Black Holes

Black holes may be heard but not seen. As the death state of a star, black holes emit no light. They are dark against the dark sky. But like mallets on a drum, black holes can ring out a song on space itself in the form of gravitational waves. Monumental Earth-based detectors such as LIGO and the planned space-based mission LISA aim to record the songs from space for the first time thereby turning up the volume on the soundtrack to the Universe.

There is no sound in empty space. But when the gravitational waves hit the Earth, detectors in the next few years will measure the stretching and shrinking of space and will be able to amplify the result as sound. To hear the sounds of two black holes ringing space, play the movies below.

In this video, two black holes of equal mass collide. Each is taken to have 10 times the mass of our sun. Starting from a distance of over 1,700 km apart, the black holes complete an average of 11 orbits per second around each other at an average speed of 0.4 times the speed of light, with the entire collision taking less than 90 seconds in real time. The resulting gravitational wave frequencies range from 7 Hz to 900 Hz. Since the two black holes have the same mass, they follow an almost identically circular path at extreme speed, making them appear in this simulation as having overlapping orbits. In reality, however, the two black holes are directly opposite each other in their orbital paths at any given time.

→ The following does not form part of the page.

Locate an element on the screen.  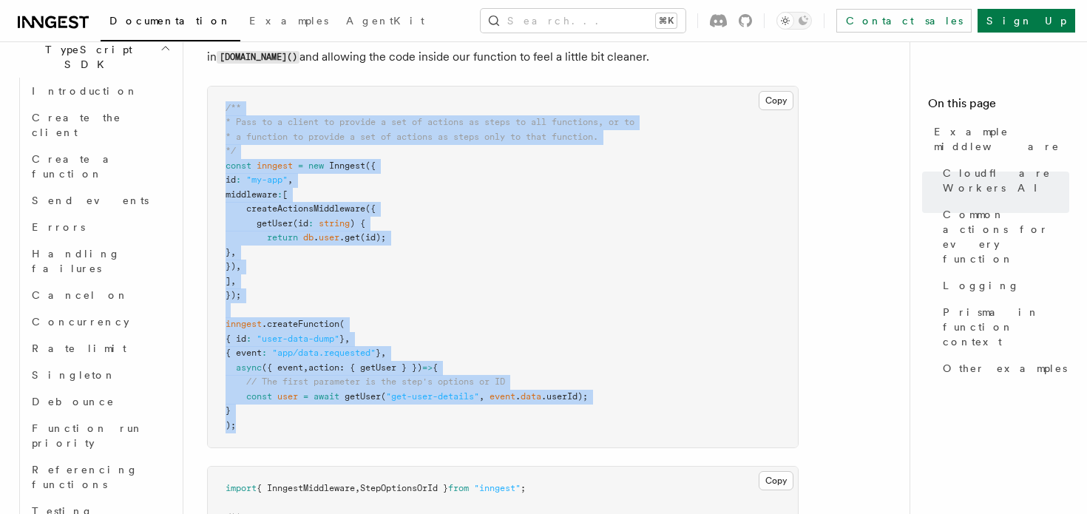
span: Inngest is located at coordinates (347, 166).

In this video, two black holes of different masses collide. The smaller (seen here in red) has a mass of 3 times the mass of our sun, while the larger (seen here in yellow) is 3 times more massive, with a mass of 15 times that of our sun. Starting from a distance of almost 4,000 km apart while each spinning in the plane of orbit, the black holes complete an average of 10 orbits per second around each other at an average speed of 0.8 times the speed of light, with the entire collision taking less than 1 minute 20 seconds in real time. The resulting gravitational wave frequencies range from approximately a few Hz to over 1200 Hz towards the end.

In this video, a neutron star collides with a black hole. The former (seen here in red) has a mass typical of a neutron star, or about 1.4 times the mass of our sun, while the latter (seen here in yellow) is 10 times more massive, or approximately 14 times the mass of our sun. In this case, both compact objects are spinning, which causes the entire plane to precess in space making the sound quieter when pointed away from us and louder when pointed toward us. Starting from a distance of over 3,400 km apart, the objects complete an average of 11 orbits per second around each other at an average speed of 0.8 times the speed of light, with the entire collision taking approximately 3 minutes 45 seconds in real time. The resulting gravitational wave frequencies range from 2 – 20 Hz, to 1040 Hz towards the end.

Credit: Aftab Khan and Janna Levin

Finite Universe

Our universe appears to stretch nearly thirty billion light years across. As far as the eye can see, there is no visible bound to spacetime. Still the universe may not be infinite. There was once a cultural prejudice that the earth was flat and unconnected, so much so that explorers were feared to have fallen off the edge. The assumption that space must be infinite may represent a similar bias. A tenable possibility is that space itself is not only curved, as Einstein suggested, but that it is also finite. A finite universe, and indeed a finite universe with several extra dimensions, may be a prediction of a theory beyond Einstein’s – the long coveted Theory of Everything. Even as we struggle to understand the universe as drawn by a TOE, recent Astronomical observations may be on the cusp of resolving this age old question: Is the universe infinite?

Theories of Everything

A physical Theory of Everything is the greatest ambition consuming theoretical physics. Yet last century we were forced to concede that there will never be a mathematical theory of everything. Kurt Gödel, Alan Turing, and Gregory Chaitin proved that our knowledge of numbers themselves is fundamentally incomplete. Most numbers are random, a toss of the coin. There are true relations among the numbers about which we can only prove that we can never prove them.

Many times in the history of physics, theories have been shaped by such profound limits. Einstein proposed a fundamental limit in the speed of light and thereby discovered Relativity. Heisenberg invoked an uncertainty principle in measurements of quantum phenomena and thereby laid a cornerstone for Quantum Mechanics. Alongside these should be listed the profound incompleteness in our knowledge of numbers – there can never be a mathematical theory of everything. The proposal is to define the limits mathematical incompleteness might set on a physical theory of everything. Just as Relativity emerged from the limit of light’s speed and Quantum Theory emerged from the limits of measurement, deep insight into the universe and its origins could emerge by confronting the limit of mathematical incompleteness.